After day one of TCRWP’s Summer Reading Institute I am overwhelmed with the volume and depth of what i’ve heard and learned.
A lot has changed since the last time I attended a Summer Reading Institute six years ago. One of the biggest changes has been the expectation of the Common Core. . The other change you might not be as well aware of is the change in me. I entered classrooms a very different person.
Today I sit in a place taking in information that is rich and complex for me to synthesize and understand. Today I access knowledge on a deeper level. Just like my students who have to dig deeper to take in text, I have to work at a different level. Before I understood the idea of the work, and I worked hard to bring it into my classroom, but the practice wasn’t the result of my personal practice.It was processed by others.
Today I’m at point where I need to take this work to a deeper level. Just like my students. Lucy Calkins’ keynote address highlighted the call to see reading as a personal challenge. The expectations of what it is to be a reader have changed. Drastically. Students need to process information at a deep level. They are no longer the receivers of information. Now they have to do something with it. And, we teachers are not the information source. Now we are one source of how to access text, how to interpret, to synthesize meaning. Lucy asked us to see this as a turning point for students and for teachers.
Today teachers need to take this challenge on and grow ourselves as readers. We work on our writing to get better at it. Why should reading be any different. Getting better as a reader needs to be something we take on. It’s personal. Sure we’ve been reading for a long time, but we need to look at our reading closely and ask ourselves how can we get better. Most people I know accept the fact that we could learn a lot about writing. How is reading all that different? Just because no one sees what you think as you read? Try one of the common core tasks with a piece of literature and you tell me. Is it easy? Could you improve? Absolutely.
We need to work on it and at it.
What a huge aha that was for me. Of course. Why wouldn’t we need to work on ourselves as readers. This will allow us to work side-by-side with our students, drawing upon our own struggles and our found strategies to help students attack their struggles. Just as we do in writing.
Today is another day to try this work and get better as a reader.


§ **Exercise description**
The answer is one number. Say how many lines in the entries below include the word "screenshot".

(Records from a collection of figures)
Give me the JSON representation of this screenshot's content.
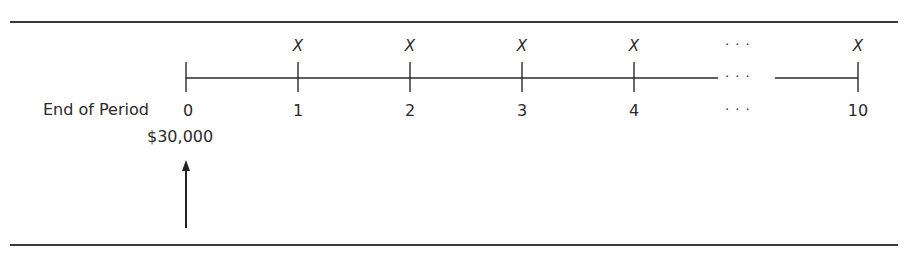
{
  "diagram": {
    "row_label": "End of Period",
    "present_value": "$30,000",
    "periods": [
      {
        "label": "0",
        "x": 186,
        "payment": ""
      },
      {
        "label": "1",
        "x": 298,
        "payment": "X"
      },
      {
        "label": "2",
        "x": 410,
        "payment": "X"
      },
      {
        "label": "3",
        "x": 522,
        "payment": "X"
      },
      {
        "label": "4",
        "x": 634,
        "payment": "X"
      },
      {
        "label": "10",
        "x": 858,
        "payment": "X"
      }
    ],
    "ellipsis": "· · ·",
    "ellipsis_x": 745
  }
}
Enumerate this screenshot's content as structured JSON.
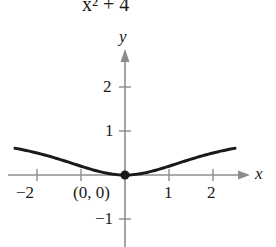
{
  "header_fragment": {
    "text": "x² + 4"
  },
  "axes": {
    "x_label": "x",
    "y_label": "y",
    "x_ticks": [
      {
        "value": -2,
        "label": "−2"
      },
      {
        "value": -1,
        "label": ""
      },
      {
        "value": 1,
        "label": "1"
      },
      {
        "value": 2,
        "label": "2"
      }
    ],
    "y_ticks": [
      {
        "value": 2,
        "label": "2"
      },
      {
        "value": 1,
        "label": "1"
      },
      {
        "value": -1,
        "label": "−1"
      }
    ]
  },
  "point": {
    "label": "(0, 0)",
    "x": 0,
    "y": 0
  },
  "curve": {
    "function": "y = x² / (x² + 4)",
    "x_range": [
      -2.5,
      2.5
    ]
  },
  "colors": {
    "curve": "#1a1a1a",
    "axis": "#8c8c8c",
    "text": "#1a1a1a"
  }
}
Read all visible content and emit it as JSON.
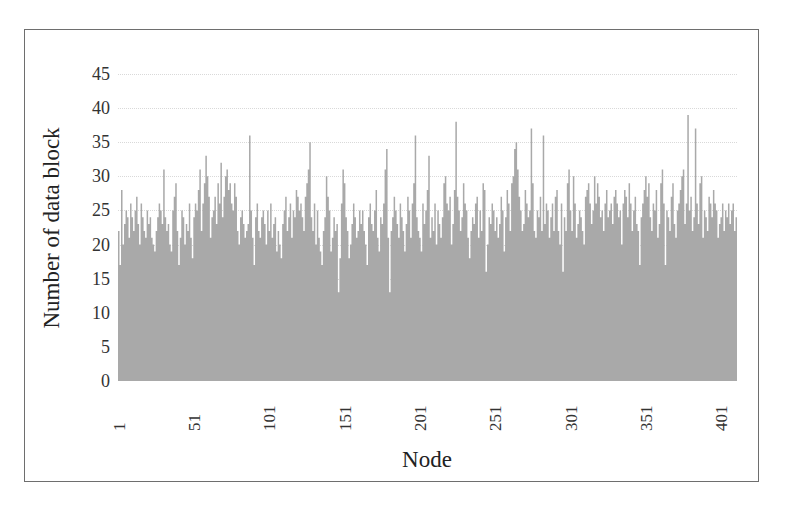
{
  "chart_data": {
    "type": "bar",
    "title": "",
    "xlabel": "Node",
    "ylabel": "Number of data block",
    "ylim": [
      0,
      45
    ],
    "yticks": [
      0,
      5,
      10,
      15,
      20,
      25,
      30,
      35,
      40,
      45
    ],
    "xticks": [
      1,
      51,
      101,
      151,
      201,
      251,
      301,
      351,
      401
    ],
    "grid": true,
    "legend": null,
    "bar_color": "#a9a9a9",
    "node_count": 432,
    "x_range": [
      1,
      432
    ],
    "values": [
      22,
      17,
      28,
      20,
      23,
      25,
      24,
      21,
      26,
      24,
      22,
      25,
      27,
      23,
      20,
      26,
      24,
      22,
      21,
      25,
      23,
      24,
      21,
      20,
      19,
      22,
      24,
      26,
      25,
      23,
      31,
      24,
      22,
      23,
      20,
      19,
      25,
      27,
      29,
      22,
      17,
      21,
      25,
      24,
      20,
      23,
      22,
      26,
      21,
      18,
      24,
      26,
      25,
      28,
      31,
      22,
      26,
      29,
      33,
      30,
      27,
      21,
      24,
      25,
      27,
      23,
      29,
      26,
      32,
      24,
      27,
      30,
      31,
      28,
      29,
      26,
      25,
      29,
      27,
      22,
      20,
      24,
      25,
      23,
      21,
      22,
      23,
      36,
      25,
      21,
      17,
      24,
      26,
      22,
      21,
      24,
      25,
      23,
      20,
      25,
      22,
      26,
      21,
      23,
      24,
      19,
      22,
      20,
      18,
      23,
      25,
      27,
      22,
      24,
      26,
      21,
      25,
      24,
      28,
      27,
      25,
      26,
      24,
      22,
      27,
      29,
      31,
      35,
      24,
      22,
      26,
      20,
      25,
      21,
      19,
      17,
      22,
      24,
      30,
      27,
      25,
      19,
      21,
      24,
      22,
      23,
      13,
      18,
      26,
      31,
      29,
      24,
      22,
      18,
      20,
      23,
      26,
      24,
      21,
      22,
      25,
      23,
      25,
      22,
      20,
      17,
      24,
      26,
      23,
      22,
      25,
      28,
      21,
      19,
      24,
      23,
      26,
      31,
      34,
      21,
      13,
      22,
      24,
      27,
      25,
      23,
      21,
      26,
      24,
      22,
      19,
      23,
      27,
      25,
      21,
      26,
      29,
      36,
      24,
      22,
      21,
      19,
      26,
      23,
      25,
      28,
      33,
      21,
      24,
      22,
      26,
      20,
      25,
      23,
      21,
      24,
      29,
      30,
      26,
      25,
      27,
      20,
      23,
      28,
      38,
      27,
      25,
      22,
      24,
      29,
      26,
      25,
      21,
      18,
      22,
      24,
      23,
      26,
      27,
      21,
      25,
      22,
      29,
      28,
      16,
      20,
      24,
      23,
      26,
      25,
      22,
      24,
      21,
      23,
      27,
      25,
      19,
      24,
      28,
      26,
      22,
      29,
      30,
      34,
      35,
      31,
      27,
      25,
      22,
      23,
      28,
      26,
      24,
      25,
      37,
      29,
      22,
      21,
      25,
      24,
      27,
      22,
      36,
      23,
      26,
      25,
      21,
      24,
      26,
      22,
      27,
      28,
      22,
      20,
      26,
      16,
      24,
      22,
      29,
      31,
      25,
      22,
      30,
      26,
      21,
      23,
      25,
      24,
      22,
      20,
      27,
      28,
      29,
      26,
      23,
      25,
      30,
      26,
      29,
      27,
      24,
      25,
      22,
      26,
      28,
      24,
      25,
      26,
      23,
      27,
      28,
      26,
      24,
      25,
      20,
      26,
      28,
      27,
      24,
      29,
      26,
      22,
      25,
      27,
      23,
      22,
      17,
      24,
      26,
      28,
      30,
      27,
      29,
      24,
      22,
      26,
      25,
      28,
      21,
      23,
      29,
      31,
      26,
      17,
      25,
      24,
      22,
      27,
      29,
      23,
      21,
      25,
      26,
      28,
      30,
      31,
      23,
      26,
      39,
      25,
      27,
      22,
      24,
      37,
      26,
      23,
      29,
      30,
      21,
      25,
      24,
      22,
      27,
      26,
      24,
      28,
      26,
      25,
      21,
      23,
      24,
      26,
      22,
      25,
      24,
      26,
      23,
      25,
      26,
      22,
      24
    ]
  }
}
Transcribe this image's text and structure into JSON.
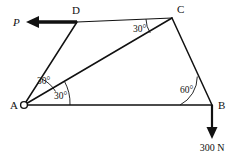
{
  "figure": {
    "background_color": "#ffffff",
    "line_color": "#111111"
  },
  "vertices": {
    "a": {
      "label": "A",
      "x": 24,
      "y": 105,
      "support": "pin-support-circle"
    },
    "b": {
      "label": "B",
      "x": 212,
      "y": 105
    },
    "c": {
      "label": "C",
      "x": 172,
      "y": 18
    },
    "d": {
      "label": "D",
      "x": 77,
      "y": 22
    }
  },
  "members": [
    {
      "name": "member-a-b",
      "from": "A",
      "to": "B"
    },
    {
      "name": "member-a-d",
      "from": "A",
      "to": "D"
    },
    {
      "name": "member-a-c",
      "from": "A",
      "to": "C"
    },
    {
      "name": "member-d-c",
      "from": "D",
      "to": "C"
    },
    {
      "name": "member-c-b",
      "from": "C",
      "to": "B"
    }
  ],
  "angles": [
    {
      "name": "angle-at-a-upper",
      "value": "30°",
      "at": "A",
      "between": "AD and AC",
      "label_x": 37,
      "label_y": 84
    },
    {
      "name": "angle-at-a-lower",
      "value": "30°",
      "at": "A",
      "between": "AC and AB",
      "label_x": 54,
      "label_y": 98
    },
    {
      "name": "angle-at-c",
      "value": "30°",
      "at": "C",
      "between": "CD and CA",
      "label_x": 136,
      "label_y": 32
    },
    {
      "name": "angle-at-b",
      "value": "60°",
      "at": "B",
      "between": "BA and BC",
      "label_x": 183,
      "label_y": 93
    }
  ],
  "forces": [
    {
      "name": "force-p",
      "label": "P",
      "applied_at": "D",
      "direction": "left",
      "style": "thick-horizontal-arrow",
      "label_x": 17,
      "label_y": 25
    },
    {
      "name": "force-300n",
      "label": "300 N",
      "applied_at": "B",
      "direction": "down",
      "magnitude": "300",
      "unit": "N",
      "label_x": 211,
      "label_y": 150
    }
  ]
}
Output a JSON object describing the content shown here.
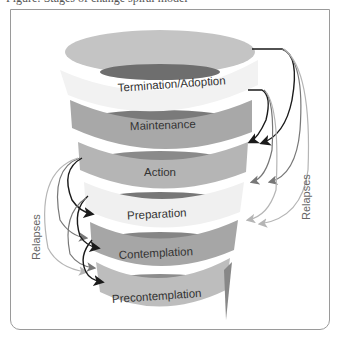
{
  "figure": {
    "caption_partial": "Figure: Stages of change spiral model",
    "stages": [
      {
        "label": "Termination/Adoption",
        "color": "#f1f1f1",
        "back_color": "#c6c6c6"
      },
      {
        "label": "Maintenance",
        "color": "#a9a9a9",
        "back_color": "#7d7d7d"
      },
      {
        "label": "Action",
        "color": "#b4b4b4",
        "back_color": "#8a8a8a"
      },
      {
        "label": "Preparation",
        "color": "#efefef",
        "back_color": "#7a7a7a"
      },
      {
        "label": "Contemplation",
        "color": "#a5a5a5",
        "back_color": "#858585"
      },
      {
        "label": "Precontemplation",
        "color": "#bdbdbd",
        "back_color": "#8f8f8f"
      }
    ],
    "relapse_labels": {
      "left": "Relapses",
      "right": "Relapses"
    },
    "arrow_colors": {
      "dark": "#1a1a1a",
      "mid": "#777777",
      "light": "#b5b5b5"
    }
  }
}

§ **Result below**
2